Route a task to a registered downstream agent via HTTP. Args: - target_agent (string): Name of the agent - task (string): Task description - payload (object): Arbitrary payload Returns: JSON with the agent
AI agents invoke neuroverse_route to trigger actions in Neuroverse. What it does depends on the arguments the agent supplies, and its effects often reach beyond the immediate call — builds kicked off, notifications sent, workflows started.
This tool executes code/operations on downstream agents via HTTP with caller-controlled task description and payload. While not directly destructive or financial, it can trigger any operation on a remote system and represents a significant blast radius if an AI agent specifies a malicious task or payload to an untrusted agent.
From the tool's definition Tool description states 'Route a task to a registered downstream agent via HTTP' with arbitrary payload support.
Attacks that exploit this kind of access
Route a task to a registered downstream agent via HTTP. Args: - target_agent (string): Name of the agent - task (string): Task description - payload (object): Arbitrary payload Returns: JSON with the agent. It is categorised as a Execute tool in the Neuroverse MCP Server, which means it can trigger actions or run processes. Use rate limits and argument validation.
Register the Neuroverse MCP server in PolicyLayer and add a rule for neuroverse_route: allow, deny, rate-limit, or require approval. Point your MCP client at the PolicyLayer proxy URL and the rule is enforced on every call, before it reaches Neuroverse. Nothing to install.
neuroverse_route is a Execute tool with high risk. Execute tools should be rate-limited and have argument validation enabled.
Yes. Add a rate_limit block to the neuroverse_route rule in your PolicyLayer policy. For example, setting max: 10 and window: 60 limits the tool to 10 calls per minute. Rate limits are tracked per agent session and reset automatically.
Set action: deny in the PolicyLayer policy for neuroverse_route. The AI agent will receive a policy violation error and cannot call the tool. You can also include a reason field to explain why the tool is blocked.
neuroverse_route is provided by the Neuroverse MCP server (joshua400/neuroverse). PolicyLayer sits as a proxy in front of this server to enforce policies before tool calls reach the server.
Every MCP server has a record like this.
Type a name, get the same breakdown: verified identity, auth posture, risk grade, capabilities, recommended policy.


→ Brief
Going through the data below, find how many lines include the word "about", and reply with that number alone.

################

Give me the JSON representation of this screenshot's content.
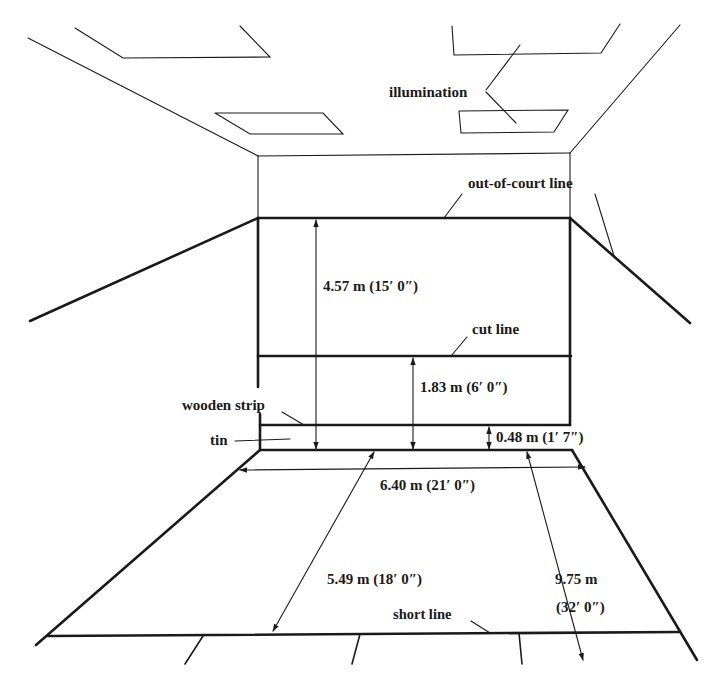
{
  "diagram": {
    "labels": {
      "illumination": "illumination",
      "out_of_court_line": "out-of-court line",
      "cut_line": "cut line",
      "wooden_strip": "wooden strip",
      "tin": "tin",
      "short_line": "short line"
    },
    "dimensions": {
      "out_of_court_height": "4.57 m (15′ 0″)",
      "cut_line_height": "1.83 m (6′ 0″)",
      "tin_height": "0.48 m (1′ 7″)",
      "court_width": "6.40 m (21′ 0″)",
      "short_line_distance": "5.49 m (18′ 0″)",
      "half_court_length_m": "9.75 m",
      "half_court_length_ft": "(32′ 0″)"
    }
  }
}
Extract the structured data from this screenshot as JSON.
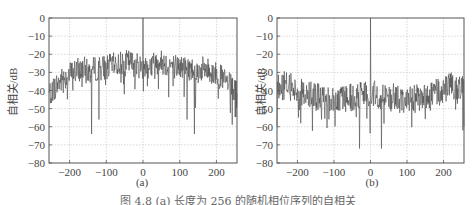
{
  "chart_data": [
    {
      "type": "line",
      "panel_label": "(a)",
      "title": "",
      "xlabel": "",
      "ylabel": "自相关/dB",
      "xlim": [
        -256,
        256
      ],
      "ylim": [
        -80,
        0
      ],
      "xticks": [
        -200,
        -100,
        0,
        100,
        200
      ],
      "yticks": [
        0,
        -10,
        -20,
        -30,
        -40,
        -50,
        -60,
        -70,
        -80
      ],
      "grid": true,
      "description": "Autocorrelation of a length-256 sequence: main peak 0 dB at lag 0; sidelobes form a dome around -25 to -30 dB near center, falling to about -40 dB at edges; deep nulls reaching ~-64 dB near lags ±140 and ~-56 dB near ±120",
      "series": [
        {
          "name": "autocorrelation (a)",
          "x": [
            -256,
            -240,
            -220,
            -200,
            -180,
            -160,
            -150,
            -140,
            -130,
            -120,
            -100,
            -80,
            -60,
            -40,
            -20,
            -5,
            0,
            5,
            20,
            40,
            60,
            80,
            100,
            120,
            130,
            140,
            150,
            160,
            180,
            200,
            220,
            240,
            256
          ],
          "values": [
            -42,
            -38,
            -34,
            -31,
            -29,
            -28,
            -30,
            -64,
            -28,
            -56,
            -27,
            -26,
            -25,
            -24,
            -26,
            -27,
            0,
            -27,
            -26,
            -24,
            -25,
            -26,
            -27,
            -56,
            -28,
            -64,
            -30,
            -28,
            -29,
            -31,
            -34,
            -38,
            -42
          ]
        }
      ]
    },
    {
      "type": "line",
      "panel_label": "(b)",
      "title": "",
      "xlabel": "",
      "ylabel": "自相关/dB",
      "xlim": [
        -256,
        256
      ],
      "ylim": [
        -80,
        0
      ],
      "xticks": [
        -200,
        -100,
        0,
        100,
        200
      ],
      "yticks": [
        0,
        -10,
        -20,
        -30,
        -40,
        -50,
        -60,
        -70,
        -80
      ],
      "grid": true,
      "description": "Autocorrelation of a length-256 sequence: main peak 0 dB at lag 0; sidelobes roughly flat around -40 to -45 dB, with deep nulls of about -72 dB at lags ±30 and drops to about -60 dB at the edges",
      "series": [
        {
          "name": "autocorrelation (b)",
          "x": [
            -256,
            -250,
            -230,
            -200,
            -150,
            -100,
            -60,
            -30,
            -10,
            0,
            10,
            30,
            60,
            100,
            150,
            200,
            230,
            250,
            256
          ],
          "values": [
            -60,
            -38,
            -37,
            -40,
            -44,
            -45,
            -44,
            -72,
            -42,
            0,
            -42,
            -72,
            -44,
            -45,
            -44,
            -40,
            -37,
            -38,
            -60
          ]
        }
      ]
    }
  ],
  "figure": {
    "ylabel": "自相关/dB",
    "xtick_labels": [
      "-200",
      "-100",
      "0",
      "100",
      "200"
    ],
    "ytick_labels": [
      "0",
      "-10",
      "-20",
      "-30",
      "-40",
      "-50",
      "-60",
      "-70",
      "-80"
    ],
    "panel_a_label": "(a)",
    "panel_b_label": "(b)",
    "caption": "图 4.8 (a) 长度为 256 的随机相位序列的自相关"
  },
  "colors": {
    "line": "#4a4a4a",
    "axis": "#555555",
    "grid": "#c8c8c8",
    "text": "#444444"
  }
}
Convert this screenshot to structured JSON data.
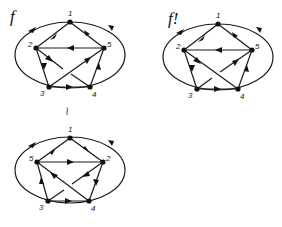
{
  "diagram": {
    "type": "directed-graph-comparison",
    "graphs": [
      {
        "id": "f",
        "label": "f",
        "nodes": [
          {
            "id": "1",
            "label": "1",
            "x": 70,
            "y": 22
          },
          {
            "id": "2",
            "label": "2",
            "x": 36,
            "y": 48
          },
          {
            "id": "5",
            "label": "5",
            "x": 104,
            "y": 48
          },
          {
            "id": "3",
            "label": "3",
            "x": 49,
            "y": 87
          },
          {
            "id": "4",
            "label": "4",
            "x": 90,
            "y": 87
          }
        ],
        "edges": [
          [
            "1",
            "2"
          ],
          [
            "5",
            "1"
          ],
          [
            "5",
            "2"
          ],
          [
            "2",
            "3"
          ],
          [
            "2",
            "4"
          ],
          [
            "3",
            "5"
          ],
          [
            "3",
            "4"
          ],
          [
            "4",
            "5"
          ]
        ],
        "outer_ellipse": {
          "cx": 70,
          "cy": 55,
          "rx": 55,
          "ry": 34,
          "arcs": [
            "1→3 (left)",
            "4→1 (right)"
          ]
        }
      },
      {
        "id": "f!",
        "label": "f!",
        "nodes": [
          {
            "id": "1",
            "label": "1",
            "x": 218,
            "y": 24
          },
          {
            "id": "2",
            "label": "2",
            "x": 184,
            "y": 50
          },
          {
            "id": "5",
            "label": "5",
            "x": 252,
            "y": 50
          },
          {
            "id": "3",
            "label": "3",
            "x": 197,
            "y": 89
          },
          {
            "id": "4",
            "label": "4",
            "x": 238,
            "y": 89
          }
        ],
        "edges": [
          [
            "1",
            "2"
          ],
          [
            "5",
            "1"
          ],
          [
            "5",
            "2"
          ],
          [
            "2",
            "3"
          ],
          [
            "2",
            "4"
          ],
          [
            "3",
            "5"
          ],
          [
            "3",
            "4"
          ],
          [
            "4",
            "5"
          ]
        ],
        "outer_ellipse": {
          "cx": 218,
          "cy": 57,
          "rx": 55,
          "ry": 34,
          "arcs": [
            "1→3 (left)",
            "4→1 (right)"
          ]
        }
      },
      {
        "id": "f-relabeled",
        "label": "",
        "nodes": [
          {
            "id": "1",
            "label": "1",
            "x": 70,
            "y": 138
          },
          {
            "id": "5",
            "label": "5",
            "x": 37,
            "y": 162
          },
          {
            "id": "2",
            "label": "2",
            "x": 103,
            "y": 162
          },
          {
            "id": "3",
            "label": "3",
            "x": 48,
            "y": 201
          },
          {
            "id": "4",
            "label": "4",
            "x": 89,
            "y": 201
          }
        ],
        "edges": [
          [
            "5",
            "1"
          ],
          [
            "1",
            "2"
          ],
          [
            "5",
            "2"
          ],
          [
            "2",
            "4"
          ],
          [
            "2",
            "3"
          ],
          [
            "4",
            "5"
          ],
          [
            "3",
            "5"
          ],
          [
            "3",
            "4"
          ]
        ],
        "outer_ellipse": {
          "cx": 70,
          "cy": 170,
          "rx": 55,
          "ry": 34,
          "arcs": [
            "1→3 (left)",
            "4→1 (right)"
          ]
        }
      }
    ],
    "isomorphism_symbol": "≀",
    "colors": {
      "stroke": "#1a1a1a",
      "node": "#111111",
      "label": "#222222"
    }
  }
}
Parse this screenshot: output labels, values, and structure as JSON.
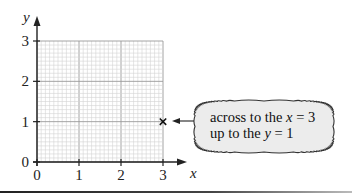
{
  "chart_data": {
    "type": "scatter",
    "title": "",
    "xlabel": "x",
    "ylabel": "y",
    "xlim": [
      0,
      3
    ],
    "ylim": [
      0,
      3
    ],
    "x_ticks": [
      "0",
      "1",
      "2",
      "3"
    ],
    "y_ticks": [
      "0",
      "1",
      "2",
      "3"
    ],
    "grid": true,
    "grid_minor_divisions_per_unit": 10,
    "points": [
      {
        "x": 3,
        "y": 1,
        "marker": "cross"
      }
    ],
    "annotation": {
      "line1_prefix": "across to the ",
      "line1_var": "x",
      "line1_suffix": " = 3",
      "line2_prefix": "up to the ",
      "line2_var": "y",
      "line2_suffix": " = 1",
      "arrow_points_to": {
        "x": 3,
        "y": 1
      }
    }
  },
  "colors": {
    "axis": "#222222",
    "grid_minor": "#d4d4d4",
    "grid_major": "#9a9a9a",
    "bubble_fill": "#ececec",
    "bubble_stroke": "#333333"
  }
}
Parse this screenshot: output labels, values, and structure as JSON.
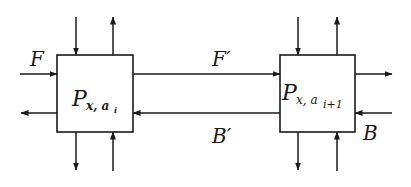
{
  "diagram": {
    "colors": {
      "stroke": "#1a1a1a",
      "background": "#ffffff"
    },
    "nodes": [
      {
        "id": "left",
        "label_main": "P",
        "label_sub": "x, a",
        "label_subsub": "i"
      },
      {
        "id": "right",
        "label_main": "P",
        "label_sub": "x, a",
        "label_subsub": "i+1"
      }
    ],
    "edge_labels": {
      "F": "F",
      "F_prime": "F′",
      "B_prime": "B′",
      "B": "B"
    },
    "edges": [
      {
        "from": "external",
        "to": "left",
        "label": "F"
      },
      {
        "from": "left",
        "to": "external",
        "label": ""
      },
      {
        "from": "left",
        "to": "right",
        "label": "F′"
      },
      {
        "from": "right",
        "to": "left",
        "label": "B′"
      },
      {
        "from": "right",
        "to": "external",
        "label": ""
      },
      {
        "from": "external",
        "to": "right",
        "label": "B"
      },
      {
        "from": "external-top",
        "to": "left",
        "label": ""
      },
      {
        "from": "left",
        "to": "external-top",
        "label": ""
      },
      {
        "from": "left",
        "to": "external-bottom",
        "label": ""
      },
      {
        "from": "external-bottom",
        "to": "left",
        "label": ""
      },
      {
        "from": "external-top",
        "to": "right",
        "label": ""
      },
      {
        "from": "right",
        "to": "external-top",
        "label": ""
      },
      {
        "from": "right",
        "to": "external-bottom",
        "label": ""
      },
      {
        "from": "external-bottom",
        "to": "right",
        "label": ""
      }
    ]
  }
}
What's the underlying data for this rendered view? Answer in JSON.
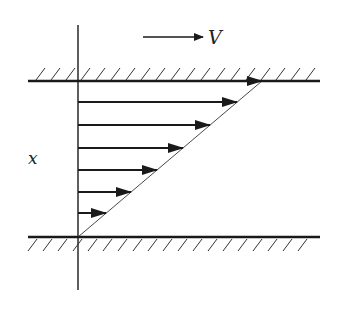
{
  "diagram": {
    "labels": {
      "velocity": "V",
      "axis": "x"
    },
    "colors": {
      "stroke": "#1a1a1a",
      "background": "#ffffff"
    },
    "geometry": {
      "top_wall_y": 81,
      "bottom_wall_y": 237,
      "axis_x": 78,
      "wall_x_start": 28,
      "wall_x_end": 320,
      "profile_top_x": 262
    },
    "velocity_arrows_y": [
      81,
      102,
      125,
      148,
      170,
      192,
      213
    ]
  }
}
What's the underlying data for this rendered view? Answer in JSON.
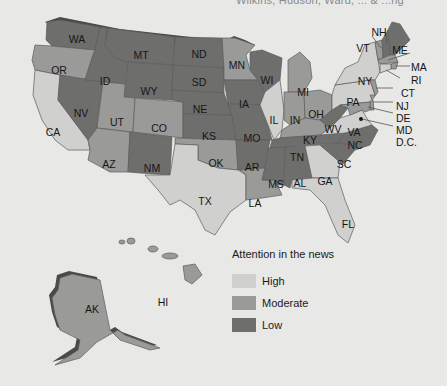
{
  "caption": "Wilkins, Hudson, Ward, ... & ...ng",
  "colors": {
    "high": "#d0d0cf",
    "moderate": "#9a9a99",
    "low": "#6e6e6d",
    "background": "#e8e8e6"
  },
  "legend": {
    "title": "Attention in the news",
    "items": [
      {
        "label": "High",
        "level": "high"
      },
      {
        "label": "Moderate",
        "level": "moderate"
      },
      {
        "label": "Low",
        "level": "low"
      }
    ]
  },
  "states": {
    "WA": "low",
    "OR": "moderate",
    "CA": "high",
    "NV": "low",
    "ID": "low",
    "MT": "low",
    "WY": "low",
    "UT": "moderate",
    "CO": "moderate",
    "AZ": "moderate",
    "NM": "low",
    "ND": "low",
    "SD": "low",
    "NE": "low",
    "KS": "low",
    "OK": "moderate",
    "TX": "high",
    "MN": "moderate",
    "IA": "low",
    "MO": "low",
    "AR": "low",
    "LA": "moderate",
    "WI": "low",
    "IL": "high",
    "MI": "moderate",
    "IN": "moderate",
    "OH": "moderate",
    "KY": "moderate",
    "TN": "low",
    "MS": "low",
    "AL": "low",
    "GA": "high",
    "FL": "high",
    "SC": "low",
    "NC": "low",
    "VA": "high",
    "WV": "low",
    "PA": "high",
    "NY": "high",
    "VT": "moderate",
    "NH": "low",
    "ME": "low",
    "MA": "moderate",
    "RI": "moderate",
    "CT": "high",
    "NJ": "moderate",
    "DE": "moderate",
    "MD": "moderate",
    "DC": "low",
    "AK": "moderate",
    "HI": "moderate"
  },
  "labels": {
    "WA": "WA",
    "OR": "OR",
    "CA": "CA",
    "NV": "NV",
    "ID": "ID",
    "MT": "MT",
    "WY": "WY",
    "UT": "UT",
    "CO": "CO",
    "AZ": "AZ",
    "NM": "NM",
    "ND": "ND",
    "SD": "SD",
    "NE": "NE",
    "KS": "KS",
    "OK": "OK",
    "TX": "TX",
    "MN": "MN",
    "IA": "IA",
    "MO": "MO",
    "AR": "AR",
    "LA": "LA",
    "WI": "WI",
    "IL": "IL",
    "MI": "MI",
    "IN": "IN",
    "OH": "OH",
    "KY": "KY",
    "TN": "TN",
    "MS": "MS",
    "AL": "AL",
    "GA": "GA",
    "FL": "FL",
    "SC": "SC",
    "NC": "NC",
    "VA": "VA",
    "WV": "WV",
    "PA": "PA",
    "NY": "NY",
    "VT": "VT",
    "NH": "NH",
    "ME": "ME",
    "MA": "MA",
    "RI": "RI",
    "CT": "CT",
    "NJ": "NJ",
    "DE": "DE",
    "MD": "MD",
    "DC": "D.C.",
    "AK": "AK",
    "HI": "HI"
  }
}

################

→ Response
2